MONTREAL — When a Quebec couple recently travelled to the far reaches of Yukon in a bid to escape the novel coronavirus, only to be turned away, it seemed a textbook case of pandemic-generated panic.
But while it was an extreme example, experts say the daily assault of information about COVID-19 can distort people’s estimation of the risk the virus poses to them, which leads to both good and bad behaviour.
Dana Tizya-Tramm chief of the Vuntut Gwitchin First Nation in Old Crow, Yukon, told The Canadian Press that when the Quebec couple got off the plane March 27, they displayed a “palpable” fear of the pandemic.
He said he told the couple, whom he didn’t identify, that Old Crow couldn’t shelter newcomers who might spread the virus among its 250 residents — and then he sent them packing.
McGill University psychology professor Ross Otto says there is a well-established psychological principle that may explain the couple’s decision to flee to the North.
In the early 1970s, psychologists Amos Tversky and Daniel Kahneman posited that humans have trouble estimating the likelihood of something happening to them because they are influenced by examples that come readily to mind.
People may overestimate their chances of dying of terrorism, for example, because of how often that kind of violence is reported on the news. And, Otto said, they may underestimate their chances of dying of more common — but less talked about causes, such as bowel cancer.
Today, there is such a deluge of information about COVID-19 infections and deaths that “people are going to overstate or overestimate their own chances of dying of coronavirus-related causes,” Otto suggests.
In some cases, that will spur people to flee to remote areas and put others at risk, to hoard toilet paper or behave in other ethically questionable ways. But, Otto said, that distorted judgment can actually help society by facilitating self-isolating behaviour.
The fear of death prompted by photos of coffins in Italy and stories of doctors having to ration ventilators can make even the most selfish person act in a way that benefits the greater good.
“The more afraid you are of death, the more it behooves you to self-isolate,” he said. And the more people isolate, the less the virus spreads.
In Quebec’s more remote corners, authorities last month began to worry about an influx of city-dwellers fleeing coronavirus hotspots.

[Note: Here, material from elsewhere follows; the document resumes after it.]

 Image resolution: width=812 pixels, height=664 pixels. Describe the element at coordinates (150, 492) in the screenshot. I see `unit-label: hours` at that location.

“We started to hear more and more about owners from Montreal, of chalets in this area and in Gaspe, who had already come to the regions to isolate themselves from COVID,” Marc Parent, mayor of Rimouski, Que., said in a recent interview. “And we heard of hotels that started receiving travellers from the Montreal area …. It began worrying people.”
So public health officials in the region of eastern Quebec asked the province to block access to their towns and villages, according to Parent.

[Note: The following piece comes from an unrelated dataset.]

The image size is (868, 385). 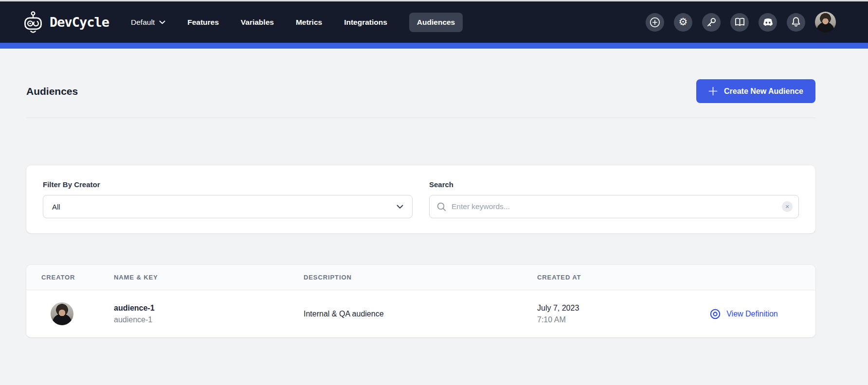 What do you see at coordinates (604, 314) in the screenshot?
I see `created-at-cell: July 7, 2023 7:10 AM` at bounding box center [604, 314].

On March 28, the Quebec government ordered police to set up checkpoints, severely curtailing access to eight remote regions, including the Bas-Saint-Laurent, where Rimouski is located. Last week the province extended the restrictions, banning all non-essential travel to much of cottage country north of Montreal, and to Charlevoix, northeast of Quebec City.
Dr. Natasha Crowcroft, a public health expert at the University of Toronto, said the pandemic might be triggering peoples’ survival instinct, causing them to want to flee from the virus. But, she added, it’s up to authorities to reinforce the message that home is the safest place.
Furthermore, she said, unless someone is already living off the land and is self-sufficient, leaving a city to escape a fast-spreading virus may not be the smartest thing to do.
People who flee urban centres may still be at risk of becoming infected, but with fewer health-care resources to help them, she said: “The idea that fear distorts people’s assessment of risk is a really important one.”
Most of the public health messaging so far has been to urge Canadians to stay home out of civic duty, she noted. A more effective approach, Crowcroft said, would be to appeal to “the idea that people are scared of things they don’t understand, and that home is a familiar place … it’s a safe place to be.”
Back in Old Crow, Tizya-Tramm said the couple, who he estimated were in their late 20s or early 30s, had arrived with neither a place to stay nor proper attire for the weather.
“He didn’t have even mitts on,” the chief said last week. “It’s minus 30 here today.”
Otto and colleagues at McGill are conducting research on whether people’s cognitive functions are being negatively affected by the virus. He said he wonders whether the panic caused by COVID-19 can cause excessive rumination, or a stress response, which he said is known to throw off higher order cognitive function.
“So the simple question you can ask is: are people just getting dumber right now because they don’t have any bandwidth or capacity to actually do what they need to be doing?” he said.
Mathieu Montaroux, the founder of Quebec Preppers, a website dedicated to helping people prepare for unforeseen events such as flooding and fires, said the right reflex in a time of pandemic is to stay in place “rather than running around left and right.”
His website has seen traffic go from an average of 15,000 hits a month to 41,000 in March. He and his fellow preppers didn’t wait for the government to order people to isolate.
“Myself and others who had properly planned were already limiting our movements and we already had our homes stocked with everything we needed,” he said in a recent interview.
“If people were prepared — and had the right reflexes — they would have done that too.”